NewsPositively Colorado

Actions

Greeley boxing gym plans expansion to help more youth

AJ Vasquez with student at Azteca Boxing Club
Posted

GREELEY, Colo. — A boxing coach and gym owner is making a name for himself in the community by helping young people get on the right path.

AJ Vasquez, coach and founder of Azteca Boxing Club, said his connection with the teens he coaches comes from his own troubled youth.

“I grew up in just a gang-banging background, a lot of drugs,” said Vasquez. “The kids at the gym, I would say 75% are being affected by drugs and gangs.”

Azteca Boxing Club has grown since Vasquez founded it in 2011.

There are 97 students ages 8 to 17, and 30 students ages 18 to 24 squeezed into the tight space to train most weeknights and weekends. His students told Denver7 what they learn in the ring is life-changing outside of it.

“AJ is, like, the best. He's like a second father to me,” said Guadalupe Guzman Lopez, who has been boxing for four years. “His story explains how he got better and he's not out there no more. And then for these kids, this gym is going to help them. They're not going to be out there doing something bad,”

Guzman Lopez said her confidence improved when she started boxing. So did her grades.

“It allows us to, like, give them guidance to learn how to overcome all the obstacles because you have to have discipline. All those things that come with to be great at something,” Vasquez said.

Vasquez said the gang life was passed down to him by family and was all he knew. He described having one foot in the gang life and one foot out by the time he founded the gym. That all changed when his son passed away in 2015.

“His mom and I just, we were involved with the drug scene real heavy. And there's some choices that we made that landed him in the wrong place at the wrong time,” Vasquez said. “I held him as he passed away. It was the worst and the best thing that ever happened because I had to experience that but at the same time, I've never went back.”

Vazquez found himself through church and poured himself into his work at Azteca Boxing Club. He said once the club started winning national championships, word spread that something special was happening.

Vasquez now works with a diversion program at the Weld County District Attorney's Office and runs his own nonprofit.

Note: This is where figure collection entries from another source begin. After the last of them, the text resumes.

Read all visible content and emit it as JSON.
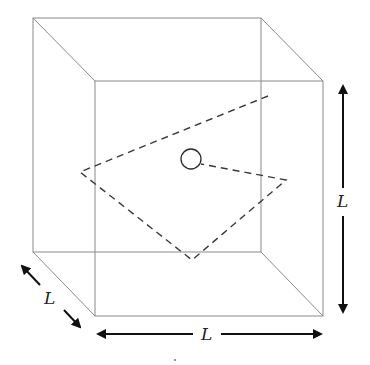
{
  "figure": {
    "type": "3D cube with random-walk path (particle in a box)",
    "cube": {
      "back_face": {
        "x1": 33,
        "y1": 18,
        "x2": 261,
        "y2": 252
      },
      "front_face": {
        "x1": 95,
        "y1": 81,
        "x2": 323,
        "y2": 316
      },
      "edge_color": "#8a8a8a"
    },
    "path": {
      "style": "dashed",
      "points": [
        [
          268,
          96
        ],
        [
          80,
          172
        ],
        [
          192,
          260
        ],
        [
          286,
          180
        ],
        [
          201,
          164
        ]
      ],
      "color": "#3a3a3a"
    },
    "particle": {
      "cx": 191,
      "cy": 159,
      "r": 10,
      "shape": "circle"
    },
    "dimensions": {
      "depth": {
        "label": "L",
        "orientation": "diagonal"
      },
      "width": {
        "label": "L",
        "orientation": "horizontal"
      },
      "height": {
        "label": "L",
        "orientation": "vertical"
      }
    }
  }
}
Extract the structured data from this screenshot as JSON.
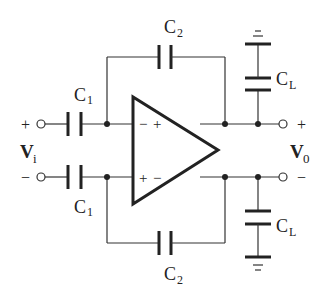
{
  "diagram": {
    "type": "fully-differential op-amp switched/capacitive amplifier schematic",
    "colors": {
      "line": "#222222",
      "background": "#ffffff"
    },
    "input": {
      "label": "V",
      "subscript": "i",
      "plus_sign": "+",
      "minus_sign": "−"
    },
    "output": {
      "label": "V",
      "subscript": "0",
      "plus_sign": "+",
      "minus_sign": "−"
    },
    "opamp": {
      "top_input_sign": "−",
      "top_output_sign": "+",
      "bottom_input_sign": "+",
      "bottom_output_sign": "−"
    },
    "capacitors": {
      "c1_top": {
        "label": "C",
        "subscript": "1"
      },
      "c1_bottom": {
        "label": "C",
        "subscript": "1"
      },
      "c2_top": {
        "label": "C",
        "subscript": "2"
      },
      "c2_bottom": {
        "label": "C",
        "subscript": "2"
      },
      "cl_top": {
        "label": "C",
        "subscript": "L"
      },
      "cl_bottom": {
        "label": "C",
        "subscript": "L"
      }
    }
  }
}
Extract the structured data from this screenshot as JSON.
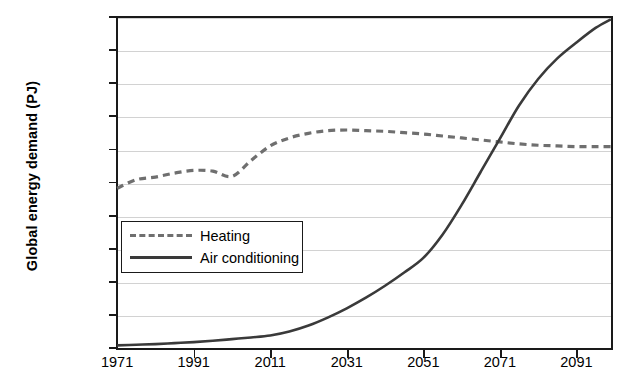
{
  "chart_data": {
    "type": "line",
    "title": "",
    "xlabel": "",
    "ylabel": "Global energy demand (PJ)",
    "xlim": [
      1971,
      2100
    ],
    "ylim": [
      0,
      50000
    ],
    "grid": true,
    "legend_position": "inside-left",
    "x_ticks": [
      1971,
      1991,
      2011,
      2031,
      2051,
      2071,
      2091
    ],
    "x_tick_labels": [
      "1971",
      "1991",
      "2011",
      "2031",
      "2051",
      "2071",
      "2091"
    ],
    "y_ticks": [
      0,
      5000,
      10000,
      15000,
      20000,
      25000,
      30000,
      35000,
      40000,
      45000,
      50000
    ],
    "y_tick_labels": [
      "0",
      "5000",
      "10000",
      "15000",
      "20000",
      "25000",
      "30000",
      "35000",
      "40000",
      "45000",
      "50000"
    ],
    "x": [
      1971,
      1976,
      1981,
      1986,
      1991,
      1996,
      2001,
      2006,
      2011,
      2016,
      2021,
      2026,
      2031,
      2036,
      2041,
      2046,
      2051,
      2056,
      2061,
      2066,
      2071,
      2076,
      2081,
      2086,
      2091,
      2096,
      2100
    ],
    "series": [
      {
        "name": "Heating",
        "style": "dashed",
        "color": "#6f6f6f",
        "values": [
          24000,
          25300,
          25700,
          26300,
          26700,
          26600,
          25800,
          28200,
          30400,
          31600,
          32300,
          32700,
          32800,
          32700,
          32600,
          32400,
          32200,
          31900,
          31600,
          31300,
          31000,
          30700,
          30500,
          30400,
          30300,
          30300,
          30300
        ]
      },
      {
        "name": "Air conditioning",
        "style": "solid",
        "color": "#3a3a3a",
        "values": [
          300,
          400,
          500,
          650,
          800,
          1000,
          1250,
          1500,
          1800,
          2400,
          3300,
          4500,
          5900,
          7500,
          9300,
          11300,
          13500,
          17000,
          21500,
          26500,
          31500,
          36500,
          40500,
          43600,
          46000,
          48200,
          49500
        ]
      }
    ],
    "annotations": []
  },
  "legend": {
    "items": [
      {
        "label": "Heating"
      },
      {
        "label": "Air conditioning"
      }
    ]
  }
}
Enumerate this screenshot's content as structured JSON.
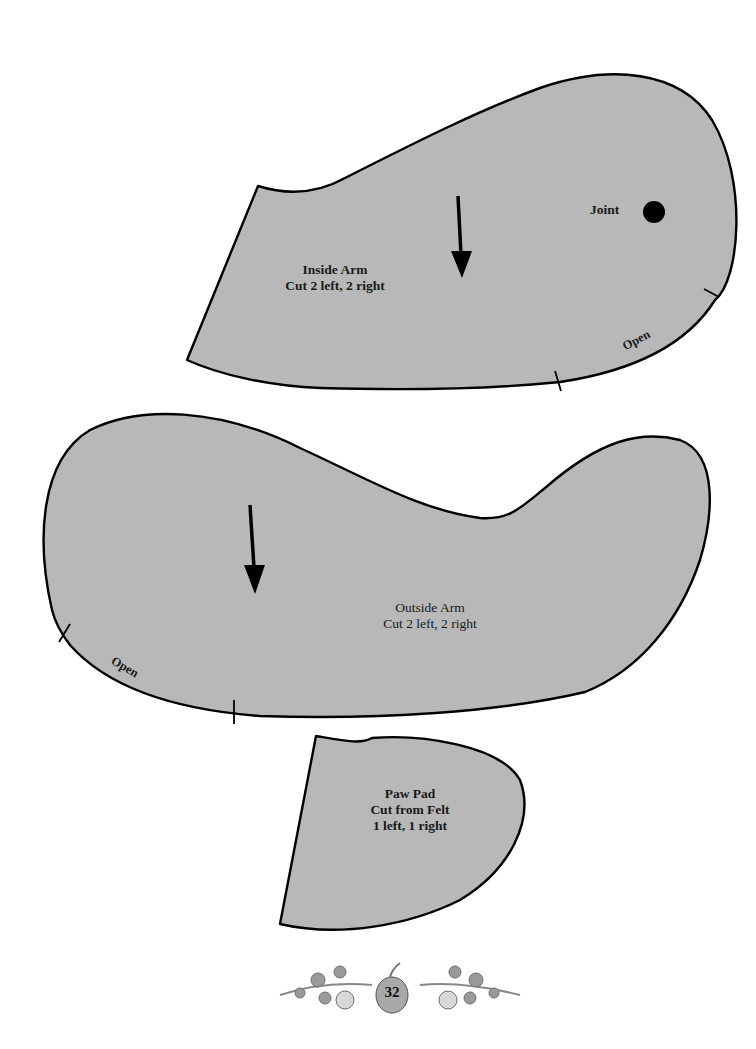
{
  "pieces": {
    "inside_arm": {
      "name": "Inside Arm",
      "instruction": "Cut 2 left, 2 right",
      "joint_label": "Joint",
      "open_label": "Open"
    },
    "outside_arm": {
      "name": "Outside Arm",
      "instruction": "Cut 2 left, 2 right",
      "open_label": "Open"
    },
    "paw_pad": {
      "name": "Paw Pad",
      "instruction_line1": "Cut from Felt",
      "instruction_line2": "1 left, 1 right"
    }
  },
  "footer": {
    "page_number": "32",
    "ornament": "floral-vine-ornament"
  },
  "colors": {
    "piece_fill": "#b8b8b8",
    "outline": "#000000",
    "background": "#ffffff"
  }
}
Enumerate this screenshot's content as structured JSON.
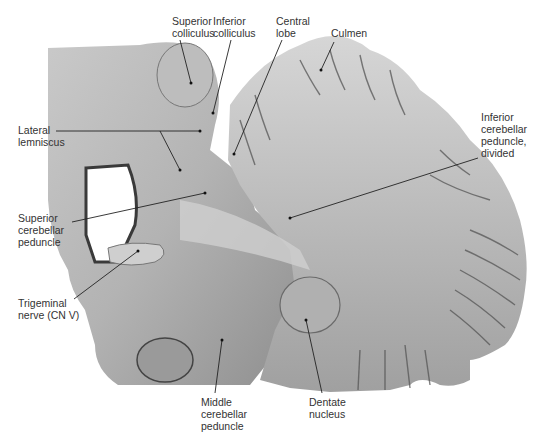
{
  "figure": {
    "background": "#ffffff",
    "specimen_base_color": "#a8a8a8",
    "label_color": "#333333",
    "leader_color": "#222222"
  },
  "labels": [
    {
      "id": "superior-colliculus",
      "text": "Superior\ncolliculus",
      "x": 172,
      "y": 17,
      "anchor": [
        191,
        83
      ],
      "line_from": [
        180,
        40
      ]
    },
    {
      "id": "inferior-colliculus",
      "text": "Inferior\ncolliculus",
      "x": 213,
      "y": 17,
      "anchor": [
        213,
        113
      ],
      "line_from": [
        231,
        40
      ]
    },
    {
      "id": "central-lobe",
      "text": "Central\nlobe",
      "x": 276,
      "y": 17,
      "anchor": [
        234,
        154
      ],
      "line_from": [
        282,
        40
      ]
    },
    {
      "id": "culmen",
      "text": "Culmen",
      "x": 330,
      "y": 28,
      "anchor": [
        321,
        70
      ],
      "line_from": [
        334,
        42
      ]
    },
    {
      "id": "lateral-lemniscus",
      "text": "Lateral\nlemniscus",
      "x": 18,
      "y": 125,
      "anchor": [
        200,
        131
      ],
      "line_from": [
        56,
        131
      ]
    },
    {
      "id": "inferior-cerebellar-peduncle",
      "text": "Inferior\ncerebellar\npeduncle,\ndivided",
      "x": 481,
      "y": 113,
      "anchor": [
        290,
        218
      ],
      "line_from": [
        478,
        158
      ]
    },
    {
      "id": "superior-cerebellar-peduncle",
      "text": "Superior\ncerebellar\npeduncle",
      "x": 18,
      "y": 214,
      "anchor": [
        205,
        193
      ],
      "line_from": [
        72,
        222
      ]
    },
    {
      "id": "trigeminal-nerve",
      "text": "Trigeminal\nnerve (CN V)",
      "x": 18,
      "y": 299,
      "anchor": [
        138,
        251
      ],
      "line_from": [
        74,
        299
      ]
    },
    {
      "id": "middle-cerebellar-peduncle",
      "text": "Middle\ncerebellar\npeduncle",
      "x": 201,
      "y": 398,
      "anchor": [
        222,
        340
      ],
      "line_from": [
        215,
        393
      ]
    },
    {
      "id": "dentate-nucleus",
      "text": "Dentate\nnucleus",
      "x": 309,
      "y": 398,
      "anchor": [
        306,
        320
      ],
      "line_from": [
        322,
        393
      ]
    },
    {
      "id": "lateral-lemniscus-2",
      "text": "",
      "x": 0,
      "y": 0,
      "anchor": [
        180,
        170
      ],
      "line_from": [
        160,
        131
      ]
    }
  ]
}
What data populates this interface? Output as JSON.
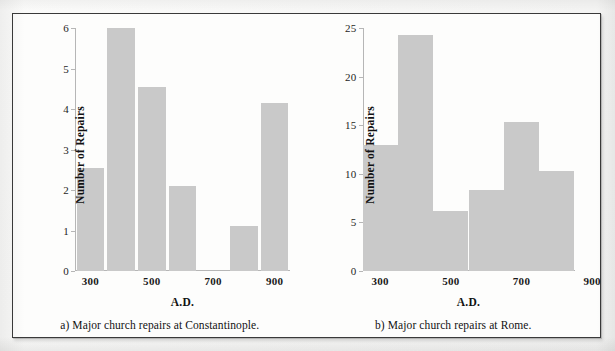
{
  "figure": {
    "panels": [
      {
        "id": "panel-a",
        "caption": "a) Major church repairs at Constantinople.",
        "chart_data": {
          "type": "bar",
          "title": "a) Major church repairs at Constantinople.",
          "xlabel": "A.D.",
          "ylabel": "Number of Repairs",
          "categories": [
            "300",
            "400",
            "500",
            "600",
            "700",
            "800",
            "900"
          ],
          "xtick_labels": [
            "300",
            "500",
            "700",
            "900"
          ],
          "xticks": [
            300,
            500,
            700,
            900
          ],
          "values": [
            2.55,
            6.0,
            4.55,
            2.1,
            0,
            1.1,
            4.15
          ],
          "ylim": [
            0,
            6
          ],
          "yticks": [
            0,
            1,
            2,
            3,
            4,
            5,
            6
          ],
          "ytick_labels": [
            "0",
            "1",
            "2",
            "3",
            "4",
            "5",
            "6"
          ],
          "grid": false,
          "legend": "none",
          "bar_color": "#c9c9c9"
        }
      },
      {
        "id": "panel-b",
        "caption": "b) Major church repairs at Rome.",
        "chart_data": {
          "type": "bar",
          "title": "b) Major church repairs at Rome.",
          "xlabel": "A.D.",
          "ylabel": "Number of Repairs",
          "categories": [
            "300",
            "400",
            "500",
            "600",
            "700",
            "800"
          ],
          "xtick_labels": [
            "300",
            "500",
            "700",
            "900"
          ],
          "xticks": [
            300,
            500,
            700,
            900
          ],
          "values": [
            13.0,
            24.3,
            6.2,
            8.3,
            15.3,
            10.3
          ],
          "ylim": [
            0,
            25
          ],
          "yticks": [
            0,
            5,
            10,
            15,
            20,
            25
          ],
          "ytick_labels": [
            "0",
            "5",
            "10",
            "15",
            "20",
            "25"
          ],
          "grid": false,
          "legend": "none",
          "bar_color": "#c9c9c9"
        }
      }
    ]
  }
}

A recurring dream about a piece of land got him thinking about expanding his boxing gym to help more youth in all sports. The land just happened to be connected to Mosaic Church in neighboring Evans. He partnered with them to buy it.

“Three acres of land that we're scheduled to close on December 21. And the vision behind it is to have a community rec center,” Vasquez said.

The Mexica Center will have a boxing gym, wrestling, soccer, trade program and a community space. The project will cost roughly $15 million, which Vasquez hopes to raise through grants and small donors.

“Everything's based on the north side. They got three rec centers up there, so this is the first one on this side of town,” Vasquez said.